As has happened from time to time my whole life, my blood and heart condition flared up in late 1996. It was a particularly hard episode, perhaps a commentary on becoming yet another decade older. While studying at the ambulance building while taking a shift, our of the blue, I had a peculiar feeling in my chest. Poetic, I suppose it happened at an ambulance building. But I did spend a good deal of time there volunteering for shifts. It was a good place to study in peace.
I did a quick pulse check and realized my heart had dove into an irregular rhythm. This would tecnically turn out to be the first official major heart episode. It was an extreamely temperamental and uncomfortable one. As my doctor later said, "Your condition has progressed to a phase where you can no longer tolerate it. Some people live their whole lives with odd heart beats, non the inconvenienced. Try to find a good heart beat in a nursing home and you will slink away defeated. But my condition is tangled with a blood clotting disorder and it is never routine when it all comes home for a visit.
I made it through my ambulance shift but later became fatigued trying to breath and move. So, I drove myself up to the emergency room in Madison for help (which by the way they yelled at me for doing by myself). I remember walking in and some of the people knew me from ER training and my ambulance work.
"You don't look too out of sorts," said the triage nurse. But heart problems are in the chest, not usually on the face. She took me back to a cubicle and started to hook me up to the monitors. The docs out at the common area could see what the room monitors were saying. I was just laying back on the cot and easing my anxiety and one doc hustled in and said, "These readings ain't good. Who the hell is in here anyway?"

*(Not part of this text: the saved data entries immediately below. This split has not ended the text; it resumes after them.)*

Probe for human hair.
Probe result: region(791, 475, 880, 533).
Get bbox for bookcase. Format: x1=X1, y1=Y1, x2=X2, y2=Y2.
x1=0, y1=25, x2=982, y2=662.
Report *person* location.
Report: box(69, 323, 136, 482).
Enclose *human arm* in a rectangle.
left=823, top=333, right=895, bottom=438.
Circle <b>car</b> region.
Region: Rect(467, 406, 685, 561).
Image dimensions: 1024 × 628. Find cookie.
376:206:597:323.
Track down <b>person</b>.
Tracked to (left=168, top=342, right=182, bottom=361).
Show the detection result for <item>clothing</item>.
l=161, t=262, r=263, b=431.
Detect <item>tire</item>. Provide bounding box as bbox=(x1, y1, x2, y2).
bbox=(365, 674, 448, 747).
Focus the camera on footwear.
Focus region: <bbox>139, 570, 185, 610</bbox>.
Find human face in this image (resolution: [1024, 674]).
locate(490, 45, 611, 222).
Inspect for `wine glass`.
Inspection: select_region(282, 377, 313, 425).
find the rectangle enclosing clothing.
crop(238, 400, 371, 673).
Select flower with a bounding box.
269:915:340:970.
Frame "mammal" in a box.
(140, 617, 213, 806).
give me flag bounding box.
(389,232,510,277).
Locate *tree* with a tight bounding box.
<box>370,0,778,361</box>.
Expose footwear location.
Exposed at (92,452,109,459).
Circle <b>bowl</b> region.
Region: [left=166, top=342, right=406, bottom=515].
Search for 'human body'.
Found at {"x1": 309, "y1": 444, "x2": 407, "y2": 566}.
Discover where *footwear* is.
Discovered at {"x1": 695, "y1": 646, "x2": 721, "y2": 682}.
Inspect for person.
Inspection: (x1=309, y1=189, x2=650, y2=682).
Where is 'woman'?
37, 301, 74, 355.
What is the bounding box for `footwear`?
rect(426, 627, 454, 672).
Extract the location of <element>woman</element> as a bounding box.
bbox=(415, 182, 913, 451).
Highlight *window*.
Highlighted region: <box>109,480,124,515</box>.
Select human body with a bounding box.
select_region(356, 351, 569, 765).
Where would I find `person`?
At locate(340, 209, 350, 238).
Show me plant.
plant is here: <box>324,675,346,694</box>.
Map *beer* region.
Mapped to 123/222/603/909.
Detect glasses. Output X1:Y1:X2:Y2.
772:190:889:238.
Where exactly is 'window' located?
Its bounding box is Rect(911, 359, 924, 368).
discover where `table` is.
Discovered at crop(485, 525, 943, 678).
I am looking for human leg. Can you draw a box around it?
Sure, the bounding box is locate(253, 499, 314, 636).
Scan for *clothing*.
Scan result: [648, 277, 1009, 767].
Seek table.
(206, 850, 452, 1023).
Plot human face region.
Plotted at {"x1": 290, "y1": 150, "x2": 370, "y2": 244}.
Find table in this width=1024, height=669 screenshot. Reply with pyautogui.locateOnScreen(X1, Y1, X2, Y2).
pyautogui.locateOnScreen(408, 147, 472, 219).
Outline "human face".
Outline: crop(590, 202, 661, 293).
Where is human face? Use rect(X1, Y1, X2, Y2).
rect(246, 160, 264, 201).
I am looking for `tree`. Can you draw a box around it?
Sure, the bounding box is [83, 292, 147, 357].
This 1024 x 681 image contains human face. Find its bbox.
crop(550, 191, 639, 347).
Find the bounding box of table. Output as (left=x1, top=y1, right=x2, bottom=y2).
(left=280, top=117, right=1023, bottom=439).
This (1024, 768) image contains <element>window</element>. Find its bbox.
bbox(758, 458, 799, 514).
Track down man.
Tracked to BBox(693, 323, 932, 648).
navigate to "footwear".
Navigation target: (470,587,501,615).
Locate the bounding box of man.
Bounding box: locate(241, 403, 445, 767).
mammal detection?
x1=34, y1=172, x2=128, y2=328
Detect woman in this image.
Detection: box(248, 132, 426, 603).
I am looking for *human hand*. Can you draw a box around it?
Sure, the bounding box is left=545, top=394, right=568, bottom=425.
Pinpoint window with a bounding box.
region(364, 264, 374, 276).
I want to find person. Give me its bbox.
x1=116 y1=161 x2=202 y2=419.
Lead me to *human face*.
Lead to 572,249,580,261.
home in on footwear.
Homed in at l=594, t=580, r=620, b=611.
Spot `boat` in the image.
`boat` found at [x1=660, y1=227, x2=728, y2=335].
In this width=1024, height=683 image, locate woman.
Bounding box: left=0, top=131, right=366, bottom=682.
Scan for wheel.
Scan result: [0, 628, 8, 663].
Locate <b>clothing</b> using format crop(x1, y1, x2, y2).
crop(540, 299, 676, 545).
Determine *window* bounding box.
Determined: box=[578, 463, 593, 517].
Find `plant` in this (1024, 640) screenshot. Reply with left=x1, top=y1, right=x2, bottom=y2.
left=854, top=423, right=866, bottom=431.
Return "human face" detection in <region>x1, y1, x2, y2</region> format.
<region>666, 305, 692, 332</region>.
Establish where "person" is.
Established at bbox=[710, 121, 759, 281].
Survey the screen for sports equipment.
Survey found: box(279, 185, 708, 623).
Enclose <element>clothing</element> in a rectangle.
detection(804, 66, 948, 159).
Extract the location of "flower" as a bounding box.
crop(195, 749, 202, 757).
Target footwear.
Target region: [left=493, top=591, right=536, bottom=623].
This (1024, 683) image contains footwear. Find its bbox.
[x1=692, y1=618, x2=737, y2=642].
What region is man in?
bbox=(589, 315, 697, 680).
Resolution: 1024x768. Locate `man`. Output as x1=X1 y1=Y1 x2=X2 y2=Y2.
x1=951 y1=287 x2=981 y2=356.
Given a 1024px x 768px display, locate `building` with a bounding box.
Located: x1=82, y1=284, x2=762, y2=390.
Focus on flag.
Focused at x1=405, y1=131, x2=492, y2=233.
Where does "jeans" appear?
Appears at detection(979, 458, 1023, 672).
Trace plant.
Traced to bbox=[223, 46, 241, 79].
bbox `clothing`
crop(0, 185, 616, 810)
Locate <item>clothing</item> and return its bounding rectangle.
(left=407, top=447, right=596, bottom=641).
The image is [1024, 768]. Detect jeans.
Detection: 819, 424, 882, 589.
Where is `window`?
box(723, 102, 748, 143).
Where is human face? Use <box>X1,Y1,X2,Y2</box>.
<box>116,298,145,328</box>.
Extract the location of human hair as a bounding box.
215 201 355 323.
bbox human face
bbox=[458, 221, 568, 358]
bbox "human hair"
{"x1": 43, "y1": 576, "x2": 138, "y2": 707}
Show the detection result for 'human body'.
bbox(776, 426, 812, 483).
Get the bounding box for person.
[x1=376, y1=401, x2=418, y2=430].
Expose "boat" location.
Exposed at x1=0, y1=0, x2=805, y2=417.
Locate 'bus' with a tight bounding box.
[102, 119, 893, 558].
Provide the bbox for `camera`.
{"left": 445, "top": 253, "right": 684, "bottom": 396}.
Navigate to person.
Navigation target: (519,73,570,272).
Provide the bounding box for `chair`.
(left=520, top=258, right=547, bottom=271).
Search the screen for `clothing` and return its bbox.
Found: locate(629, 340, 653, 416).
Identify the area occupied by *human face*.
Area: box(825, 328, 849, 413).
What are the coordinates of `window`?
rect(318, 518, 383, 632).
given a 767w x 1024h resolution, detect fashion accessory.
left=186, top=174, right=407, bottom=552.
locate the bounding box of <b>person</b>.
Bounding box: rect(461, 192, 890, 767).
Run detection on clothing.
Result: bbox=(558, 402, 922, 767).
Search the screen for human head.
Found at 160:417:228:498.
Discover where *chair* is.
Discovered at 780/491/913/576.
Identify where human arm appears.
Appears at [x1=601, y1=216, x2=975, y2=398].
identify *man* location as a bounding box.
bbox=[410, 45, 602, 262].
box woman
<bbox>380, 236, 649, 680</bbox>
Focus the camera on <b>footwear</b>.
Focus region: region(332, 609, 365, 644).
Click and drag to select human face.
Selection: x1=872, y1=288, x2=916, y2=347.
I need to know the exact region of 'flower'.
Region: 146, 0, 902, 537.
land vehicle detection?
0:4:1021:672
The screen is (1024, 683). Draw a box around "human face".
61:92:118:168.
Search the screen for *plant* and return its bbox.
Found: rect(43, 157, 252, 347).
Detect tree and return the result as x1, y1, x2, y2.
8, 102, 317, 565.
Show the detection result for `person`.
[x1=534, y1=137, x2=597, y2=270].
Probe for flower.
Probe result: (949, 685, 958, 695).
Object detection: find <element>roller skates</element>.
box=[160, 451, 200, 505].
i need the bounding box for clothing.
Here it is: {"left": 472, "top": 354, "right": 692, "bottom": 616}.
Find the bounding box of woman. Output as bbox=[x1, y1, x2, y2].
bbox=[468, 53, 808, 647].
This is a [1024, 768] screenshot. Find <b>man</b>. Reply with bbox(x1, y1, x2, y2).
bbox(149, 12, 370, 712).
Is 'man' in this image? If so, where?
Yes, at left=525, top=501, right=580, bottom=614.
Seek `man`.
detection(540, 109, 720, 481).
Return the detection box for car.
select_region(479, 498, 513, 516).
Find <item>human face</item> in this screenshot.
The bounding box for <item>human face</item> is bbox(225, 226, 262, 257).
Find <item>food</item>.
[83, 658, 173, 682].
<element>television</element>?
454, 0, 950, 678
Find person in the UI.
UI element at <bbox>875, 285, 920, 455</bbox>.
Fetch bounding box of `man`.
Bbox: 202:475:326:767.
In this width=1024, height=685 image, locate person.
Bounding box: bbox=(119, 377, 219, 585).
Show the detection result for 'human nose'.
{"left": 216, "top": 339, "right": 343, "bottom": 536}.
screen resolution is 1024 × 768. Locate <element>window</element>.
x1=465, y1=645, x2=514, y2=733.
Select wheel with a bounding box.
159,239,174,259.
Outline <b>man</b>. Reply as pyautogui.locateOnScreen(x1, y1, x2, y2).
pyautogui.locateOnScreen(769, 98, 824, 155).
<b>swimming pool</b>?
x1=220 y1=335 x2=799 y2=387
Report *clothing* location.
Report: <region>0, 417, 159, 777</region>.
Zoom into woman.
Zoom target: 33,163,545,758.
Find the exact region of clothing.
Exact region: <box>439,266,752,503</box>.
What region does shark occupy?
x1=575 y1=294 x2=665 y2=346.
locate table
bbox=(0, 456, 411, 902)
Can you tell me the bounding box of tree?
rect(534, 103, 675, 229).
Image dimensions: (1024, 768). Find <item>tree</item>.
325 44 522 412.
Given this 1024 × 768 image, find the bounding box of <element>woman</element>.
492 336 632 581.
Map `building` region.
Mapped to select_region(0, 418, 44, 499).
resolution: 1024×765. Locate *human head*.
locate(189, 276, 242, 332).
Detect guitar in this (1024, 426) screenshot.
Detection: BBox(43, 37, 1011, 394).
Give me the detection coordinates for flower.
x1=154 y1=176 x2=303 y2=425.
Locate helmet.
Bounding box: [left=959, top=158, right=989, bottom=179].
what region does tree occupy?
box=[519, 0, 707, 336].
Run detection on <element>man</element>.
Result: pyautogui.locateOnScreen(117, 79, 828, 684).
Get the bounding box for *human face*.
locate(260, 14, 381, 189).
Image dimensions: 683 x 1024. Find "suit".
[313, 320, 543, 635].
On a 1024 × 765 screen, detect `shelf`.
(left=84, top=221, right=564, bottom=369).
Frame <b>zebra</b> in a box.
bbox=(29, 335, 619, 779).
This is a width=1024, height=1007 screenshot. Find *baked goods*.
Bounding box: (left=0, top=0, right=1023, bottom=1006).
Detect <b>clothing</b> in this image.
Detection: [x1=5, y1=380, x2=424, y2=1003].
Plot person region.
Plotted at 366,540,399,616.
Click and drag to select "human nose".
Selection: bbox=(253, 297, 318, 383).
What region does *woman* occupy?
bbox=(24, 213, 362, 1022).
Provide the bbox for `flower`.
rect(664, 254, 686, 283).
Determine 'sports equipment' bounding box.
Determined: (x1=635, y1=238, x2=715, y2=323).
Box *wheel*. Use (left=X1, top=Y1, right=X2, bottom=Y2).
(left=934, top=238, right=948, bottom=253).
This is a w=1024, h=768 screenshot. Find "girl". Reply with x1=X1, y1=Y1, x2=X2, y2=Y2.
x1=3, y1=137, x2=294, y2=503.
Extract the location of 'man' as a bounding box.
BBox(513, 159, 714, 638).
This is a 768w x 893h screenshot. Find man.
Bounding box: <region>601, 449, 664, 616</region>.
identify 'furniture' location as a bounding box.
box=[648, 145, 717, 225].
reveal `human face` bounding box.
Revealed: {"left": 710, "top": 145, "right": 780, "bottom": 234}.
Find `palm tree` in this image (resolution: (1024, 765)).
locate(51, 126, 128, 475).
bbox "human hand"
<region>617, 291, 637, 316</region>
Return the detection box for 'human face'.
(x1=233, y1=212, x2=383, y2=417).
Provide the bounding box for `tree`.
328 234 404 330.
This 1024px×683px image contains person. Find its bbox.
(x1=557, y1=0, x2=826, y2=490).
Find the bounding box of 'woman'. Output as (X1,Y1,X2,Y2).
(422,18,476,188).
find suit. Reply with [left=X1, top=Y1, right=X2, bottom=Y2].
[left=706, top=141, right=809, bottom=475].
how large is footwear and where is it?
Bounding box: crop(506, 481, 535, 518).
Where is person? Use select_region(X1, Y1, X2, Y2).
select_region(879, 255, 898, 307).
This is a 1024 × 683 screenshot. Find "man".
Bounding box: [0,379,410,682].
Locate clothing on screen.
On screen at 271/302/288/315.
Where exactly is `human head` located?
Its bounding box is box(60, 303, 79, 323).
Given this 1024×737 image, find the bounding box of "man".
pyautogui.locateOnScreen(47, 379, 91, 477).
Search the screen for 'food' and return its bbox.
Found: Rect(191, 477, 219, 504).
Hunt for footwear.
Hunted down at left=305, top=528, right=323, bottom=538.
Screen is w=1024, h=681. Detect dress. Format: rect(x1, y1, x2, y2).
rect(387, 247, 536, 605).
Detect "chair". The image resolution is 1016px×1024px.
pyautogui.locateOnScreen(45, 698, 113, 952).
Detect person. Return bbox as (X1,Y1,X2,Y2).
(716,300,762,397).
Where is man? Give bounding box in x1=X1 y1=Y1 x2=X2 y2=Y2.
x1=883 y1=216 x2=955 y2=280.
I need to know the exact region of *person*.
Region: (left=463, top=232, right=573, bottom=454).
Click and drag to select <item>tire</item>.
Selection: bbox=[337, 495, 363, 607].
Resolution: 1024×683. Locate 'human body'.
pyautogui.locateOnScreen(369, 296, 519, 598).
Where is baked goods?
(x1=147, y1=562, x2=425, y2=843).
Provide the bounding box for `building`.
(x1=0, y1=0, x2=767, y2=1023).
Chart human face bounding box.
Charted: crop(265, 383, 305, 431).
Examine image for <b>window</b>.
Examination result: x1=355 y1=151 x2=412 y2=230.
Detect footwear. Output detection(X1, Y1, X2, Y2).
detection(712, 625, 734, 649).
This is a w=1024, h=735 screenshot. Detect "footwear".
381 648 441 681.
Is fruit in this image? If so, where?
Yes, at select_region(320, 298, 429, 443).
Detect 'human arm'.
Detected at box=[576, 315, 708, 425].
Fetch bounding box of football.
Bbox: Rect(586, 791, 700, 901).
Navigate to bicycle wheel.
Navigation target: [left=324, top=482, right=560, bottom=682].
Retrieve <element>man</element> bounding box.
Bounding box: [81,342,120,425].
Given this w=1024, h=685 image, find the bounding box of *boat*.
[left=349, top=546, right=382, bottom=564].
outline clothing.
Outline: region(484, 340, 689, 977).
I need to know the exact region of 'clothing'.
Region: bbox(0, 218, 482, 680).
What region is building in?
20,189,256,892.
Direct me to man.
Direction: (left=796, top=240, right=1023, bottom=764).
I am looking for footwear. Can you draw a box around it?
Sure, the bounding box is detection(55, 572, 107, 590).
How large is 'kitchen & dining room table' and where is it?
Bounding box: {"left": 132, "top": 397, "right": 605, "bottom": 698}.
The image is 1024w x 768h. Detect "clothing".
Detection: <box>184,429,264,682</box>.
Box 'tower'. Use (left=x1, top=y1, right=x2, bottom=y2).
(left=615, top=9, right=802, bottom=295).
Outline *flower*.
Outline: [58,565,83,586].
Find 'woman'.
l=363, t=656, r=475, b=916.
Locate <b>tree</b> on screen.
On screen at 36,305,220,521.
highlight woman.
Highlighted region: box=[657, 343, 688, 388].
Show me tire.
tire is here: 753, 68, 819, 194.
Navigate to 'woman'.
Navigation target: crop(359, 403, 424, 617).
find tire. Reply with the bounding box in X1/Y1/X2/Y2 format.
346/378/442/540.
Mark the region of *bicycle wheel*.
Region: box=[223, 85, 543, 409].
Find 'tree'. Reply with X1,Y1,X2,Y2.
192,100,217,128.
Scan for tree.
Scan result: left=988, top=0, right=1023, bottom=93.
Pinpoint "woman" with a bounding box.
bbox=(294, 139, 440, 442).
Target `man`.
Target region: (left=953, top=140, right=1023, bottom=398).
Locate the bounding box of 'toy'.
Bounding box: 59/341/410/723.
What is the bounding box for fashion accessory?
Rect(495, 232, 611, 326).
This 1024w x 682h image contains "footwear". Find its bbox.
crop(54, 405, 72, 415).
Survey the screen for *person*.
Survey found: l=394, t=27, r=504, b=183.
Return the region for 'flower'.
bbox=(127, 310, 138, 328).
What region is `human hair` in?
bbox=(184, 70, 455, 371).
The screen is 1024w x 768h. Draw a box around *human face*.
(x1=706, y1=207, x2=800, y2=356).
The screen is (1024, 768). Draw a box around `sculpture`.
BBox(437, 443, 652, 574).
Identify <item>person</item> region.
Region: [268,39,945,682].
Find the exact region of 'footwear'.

After what seemed like only a couple seconds he started rattling off orders to the nurses about what medications to pump into me. Long story short, within a few minutes I found myself up in Intensive Care. Things seemed to get blurry for a while. When I came back into focus a bit later, Heide was in the room.
Because of better her job, Heide always got toys before I did. She had a computer long before I did; as well, she had a cell phone before I did. She was on her cell phone trying to get ahold of my lifeguard bosses. As the story unfolded I could make out about most of what was transpiring. The YMCA boss was right on que to be empathetic and knew from the get-go this was going to take a couple weeks to sort out if it sorted out at all.
But in perfect University elitist-esque fashion, the Sports Medicine crowd was a horse of a different color. I could tell what most of the conversation was like with that boss, Heide filled in the rest to me later, and any left out color I pieced in myself. It went something like this:
"Oh thanks for calling Mrs. Keith. Tell Bob to try and make it back as soon as possible, we are always short of help. And just a reminder, we would prefer employees call in themselves instead of their spouses, parents, girlfriends, and boyfriends et cetera. Oh, by the way, can you have Bob call some of the other guards to see if they can fill in for him?
There was a pause. Heide is usually annoyingly quiet and reserved. But, after a couple seconds, the words poured out of my wife's mouth like Tourette's Syndrome.
"Are you a crazy person? Bob is dying. The least of his worries is your pool. And one more thing, you fool, even if he could, he won't be calling anyone; there aren't any phones in Intensive Care. No one needs phones up here for where their next stop will be."
Then she hung up. There are small, few, and far between gems in modern marriage. But I savor them when they pass my way. It was as the television commercials of the era coin, "priceless."
I made it of course, a cat with a dozen sets of nine lives; "The Y" did not bat an eye when I came back to work there three weeks later. And as for my wife's new nemeses, I smiled to myself when I got back to University Sports Medicine to pull a shift there and walked past all the Soviet-esque art on the way to the locker room.
Note: This blog "Fate Fairies" - book version Category is a work in progress. The original vignettes are being edited for book form. Go to the Cooldadiomedia Web site and the Fate Fairies Page for an ordered chronology of the book vignettes (chapters).